I’ve read one book in this series before – but it’s a holiday book and although it turned out to be quite an exciting spy adventure in the end, I didn’t really understand the characters the way that I do now having read this and there is a lot of naval and sailing detail to get bogged down in.  But having read this, I’ve put getting my hands on more of the Marlow books well up my acquisitions list.

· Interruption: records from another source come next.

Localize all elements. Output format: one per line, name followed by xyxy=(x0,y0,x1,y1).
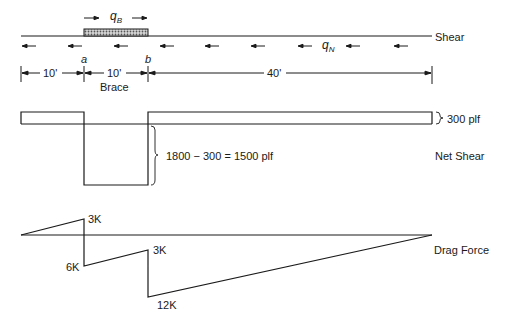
point-a-label: a xyxy=(81,53,87,65)
dim-right-label: 40' xyxy=(267,67,281,79)
drag-label-3k-b: 3K xyxy=(153,244,166,256)
drag-force-curve xyxy=(21,219,432,297)
brace-shear-value: 1800 − 300 = 1500 plf xyxy=(166,150,273,162)
net-shear-panel-title: Net Shear xyxy=(435,150,485,162)
drag-force-panel xyxy=(21,219,432,297)
brace-300 xyxy=(436,112,443,124)
shear-panel-title: Shear xyxy=(435,31,464,43)
drag-force-panel-title: Drag Force xyxy=(434,244,489,256)
brace-load-label: qB xyxy=(110,10,122,24)
diagram-canvas xyxy=(0,0,508,330)
drag-label-6k: 6K xyxy=(66,261,79,273)
dimension-line xyxy=(21,66,432,84)
net-load-arrows xyxy=(22,44,408,47)
net-shear-profile xyxy=(21,112,432,185)
net-shear-panel xyxy=(21,112,443,185)
brace-hatched-bar xyxy=(84,29,148,36)
uniform-shear-value: 300 plf xyxy=(447,113,480,125)
point-b-label: b xyxy=(145,53,151,65)
dim-left-label: 10' xyxy=(43,67,57,79)
net-load-label: qN xyxy=(322,39,334,53)
drag-label-3k-a: 3K xyxy=(88,213,101,225)
dim-brace-label: 10' xyxy=(107,67,121,79)
shear-panel xyxy=(21,16,432,84)
brace-label: Brace xyxy=(100,81,129,93)
brace-1500 xyxy=(151,126,158,185)
drag-label-12k: 12K xyxy=(157,299,177,311)
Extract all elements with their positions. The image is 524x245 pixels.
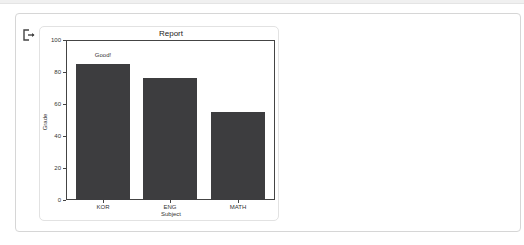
y-tick-label: 20 (41, 165, 61, 171)
x-tick (238, 200, 239, 203)
x-axis-label: Subject (66, 211, 276, 217)
x-tick (103, 200, 104, 203)
bar-eng (143, 78, 197, 200)
y-tick (63, 104, 66, 105)
y-tick-label: 80 (41, 69, 61, 75)
x-tick-label: KOR (83, 204, 123, 210)
x-tick-label: MATH (218, 204, 258, 210)
annotation-label: Good! (83, 52, 123, 58)
top-divider (0, 0, 524, 4)
y-tick (63, 200, 66, 201)
chart-title: Report (66, 29, 276, 38)
x-tick (170, 200, 171, 203)
bar-math (211, 112, 265, 200)
y-tick (63, 40, 66, 41)
x-tick-label: ENG (150, 204, 190, 210)
y-tick-label: 100 (41, 37, 61, 43)
y-tick (63, 136, 66, 137)
y-tick (63, 72, 66, 73)
y-tick-label: 0 (41, 197, 61, 203)
output-icon[interactable] (22, 28, 36, 42)
y-tick (63, 168, 66, 169)
bar-kor (76, 64, 130, 200)
y-axis-label: Grade (42, 102, 48, 142)
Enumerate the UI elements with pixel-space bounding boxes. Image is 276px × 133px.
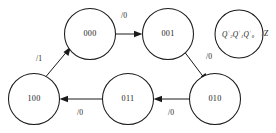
state-diagram-svg: 000 001 010 011 100 Q+2Q+1Q+0 /Z /0 /0 /…	[0, 0, 276, 133]
state-diagram-canvas: 000 001 010 011 100 Q+2Q+1Q+0 /Z /0 /0 /…	[0, 0, 276, 133]
arrowhead-000-001	[134, 31, 143, 37]
state-label-000: 000	[83, 29, 96, 38]
legend-output-notation: /Z	[261, 29, 269, 38]
edge-label-011-100: /0	[77, 108, 83, 117]
edge-010-to-011	[154, 96, 190, 102]
edge-011-to-100	[60, 96, 103, 102]
state-node-100[interactable]: 100	[9, 74, 60, 125]
arrowhead-010-011	[154, 96, 163, 102]
state-label-011: 011	[122, 94, 135, 103]
state-label-001: 001	[161, 29, 174, 38]
state-node-010[interactable]: 010	[190, 74, 241, 125]
edge-line-001-010	[185, 53, 204, 78]
state-label-010: 010	[208, 94, 221, 103]
edge-label-100-000: /1	[36, 54, 42, 63]
state-node-001[interactable]: 001	[143, 9, 194, 60]
edge-label-001-010: /0	[206, 52, 212, 61]
edge-line-100-000	[46, 52, 67, 77]
edge-label-000-001: /0	[121, 11, 127, 20]
state-node-000[interactable]: 000	[65, 9, 116, 60]
legend-node: Q+2Q+1Q+0 /Z	[215, 10, 269, 58]
edge-100-to-000	[46, 47, 71, 77]
state-label-100: 100	[27, 94, 40, 103]
edge-label-010-011: /0	[168, 108, 174, 117]
arrowhead-011-100	[60, 96, 69, 102]
edge-000-to-001	[116, 31, 143, 37]
state-node-011[interactable]: 011	[103, 74, 154, 125]
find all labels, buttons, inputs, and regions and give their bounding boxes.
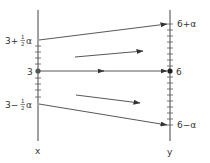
point-6: [167, 68, 172, 73]
label-3-plus-half-alpha: 3+: [5, 36, 18, 46]
arrow-bottom: [39, 104, 167, 125]
label-6-plus-alpha: 6+α: [177, 19, 196, 29]
x-axis-label: x: [35, 146, 41, 156]
arrows: [39, 24, 167, 125]
label-3: 3: [27, 67, 33, 77]
label-6-minus-alpha: 6−α: [177, 120, 196, 130]
frac-den: 2: [21, 41, 25, 47]
arrow-flow-lower: [76, 95, 140, 103]
arrow-top: [39, 24, 167, 40]
y-axis-label: y: [167, 147, 173, 157]
frac-num: 1: [21, 34, 25, 40]
frac-den: 2: [21, 105, 25, 111]
alpha: α: [26, 36, 32, 46]
y-axis-labels: 6+α 6 6−α y: [167, 19, 196, 157]
y-axis: [167, 10, 173, 141]
mapping-diagram: 3+ 1 2 α 3 3− 1 2 α x: [0, 0, 210, 163]
x-axis: [35, 10, 41, 141]
alpha: α: [26, 100, 32, 110]
label-3-minus-half-alpha: 3−: [5, 100, 18, 110]
arrow-flow-upper: [75, 51, 143, 57]
frac-num: 1: [21, 98, 25, 104]
label-6: 6: [176, 67, 182, 77]
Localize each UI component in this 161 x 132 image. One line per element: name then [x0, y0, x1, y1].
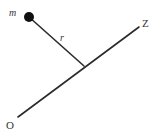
mass-point [24, 12, 34, 22]
axis-line-oz [18, 27, 139, 117]
axis-end-label: Z [142, 17, 149, 29]
diagram-canvas: m r O Z [0, 0, 161, 132]
mass-label: m [9, 7, 16, 18]
radius-label: r [60, 32, 64, 43]
origin-label: O [6, 119, 14, 131]
radius-line [29, 17, 84, 66]
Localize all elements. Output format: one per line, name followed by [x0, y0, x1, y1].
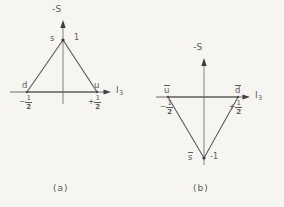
panel-b: -S I3 u d −12 +12 s -1 (b) [142, 0, 284, 207]
panel-a: -S I3 s 1 d u −12 +12 (a) [0, 0, 142, 207]
panel-a-caption: (a) [53, 183, 69, 193]
vertical-axis-arrowhead [60, 20, 65, 28]
horizontal-tick-left-denominator: 2 [25, 103, 32, 111]
vertex-dot-d [26, 91, 28, 93]
vertex-label-u-text: u [94, 80, 99, 90]
horizontal-tick-right-numerator: 1 [235, 100, 242, 108]
horizontal-tick-right-sign: + [229, 103, 235, 111]
vertex-label-ubar: u [164, 85, 169, 95]
vertex-dot-ubar [167, 96, 169, 98]
vertex-label-dbar-text: d [235, 85, 240, 95]
horizontal-axis-label-subscript: 3 [258, 94, 262, 102]
horizontal-tick-right-sign: + [88, 98, 94, 106]
vertex-label-dbar: d [235, 85, 240, 95]
horizontal-tick-left: −12 [160, 100, 173, 116]
horizontal-tick-left-fraction: 12 [166, 100, 173, 116]
horizontal-tick-right-fraction: 12 [235, 100, 242, 116]
vertex-dot-u [96, 91, 98, 93]
horizontal-tick-left-numerator: 1 [166, 100, 173, 108]
horizontal-tick-right-denominator: 2 [235, 108, 242, 116]
horizontal-axis-label: I3 [255, 91, 262, 101]
vertex-label-u: u [94, 81, 99, 90]
vertical-tick-value-top: 1 [74, 33, 79, 42]
vertex-label-sbar: s [188, 152, 192, 162]
vertical-axis-label: -S [193, 43, 203, 52]
vertex-label-d: d [22, 81, 27, 90]
triangle-outline [168, 97, 238, 158]
vertex-label-ubar-text: u [164, 85, 169, 95]
horizontal-tick-right-numerator: 1 [94, 95, 101, 103]
horizontal-axis-arrowhead [104, 89, 112, 94]
vertical-axis-label: -S [52, 5, 62, 14]
vertex-label-sbar-text: s [188, 152, 192, 162]
horizontal-tick-left: −12 [19, 95, 32, 111]
horizontal-tick-right-fraction: 12 [94, 95, 101, 111]
horizontal-tick-right: +12 [229, 100, 242, 116]
horizontal-tick-right-denominator: 2 [94, 103, 101, 111]
vertical-axis-arrowhead [201, 58, 206, 66]
vertex-dot-dbar [237, 96, 239, 98]
horizontal-tick-left-sign: − [160, 103, 166, 111]
horizontal-tick-left-numerator: 1 [25, 95, 32, 103]
vertex-dot-sbar [202, 156, 205, 159]
horizontal-axis-arrowhead [243, 94, 251, 99]
vertex-label-s: s [50, 34, 54, 43]
horizontal-axis-label: I3 [116, 86, 123, 96]
quark-weight-diagram-figure: -S I3 s 1 d u −12 +12 (a) [0, 0, 284, 207]
panel-b-caption: (b) [193, 183, 209, 193]
horizontal-tick-left-fraction: 12 [25, 95, 32, 111]
vertical-tick-value-bottom: -1 [210, 152, 218, 161]
horizontal-axis-label-subscript: 3 [119, 89, 123, 97]
horizontal-tick-left-sign: − [19, 98, 25, 106]
triangle-outline [27, 40, 97, 92]
horizontal-tick-left-denominator: 2 [166, 108, 173, 116]
vertex-dot-s [61, 38, 64, 41]
horizontal-tick-right: +12 [88, 95, 101, 111]
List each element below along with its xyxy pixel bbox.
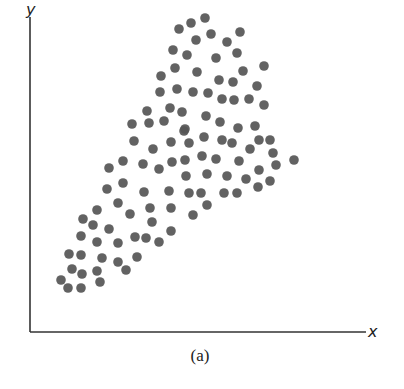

As I mentioned, my copy came for free at a book sale (don’t worry, I bought other things from the same stall as well) and it’s out of print so if you want to read it you’re going to have to go secondhand as well as it’s not available on Kindle.  Abebooks has some for under £10 including postage – or you could try your local charity shop with a large childrens section.

Happy Reading!

books, stats, The pile, week in books

The Week In Books: July 30 – August 5

A steady week’s reading – but not as much progress on the long-runners as I would have liked – probably because I spent 2 nights away from home and away from the physical book pile which most of them are on.

Read:

Bingo Love by Tee Franklin

Autumn Term by Antonia Forest

The Governess Game by Tessa Dare

Duke by Default by Alyssa Cole

Cloche and Dagger by Jenn McKinlay

Cat Among The Herrings by LC Tyler

The Victorian Guide to Sex by Dr Fern Riddell

A Lady’s Code of Misconduct by Meredith Duran

Started:

Vinyl Detective: Victory Disc by Andrew Cartmel

Early Riser by Jasper Fforde

Who Thought This Was a Good Idea by Alyssa Mastromonaco

Miss Bunting by Angela Thirkell

Still reading:

The Glitter and the Gold by Consuelo Vanderbilt Balsan

The Templars by Dan Jones

Porterhouse Blue by Tom Sharpe

Priestdaddy by Patricia Lockwood

Fatal Inheritance by Rachel Rhys

Mrs Roosevelt’s Confidante by Susan Elia McNeal

If Only They Didn’t Speak English by Jon Sopel

Howl’s Moving Castle by Diana Wynne Jones

After the excesses of the book fair, this week I was very restrained and didn’t buy anything!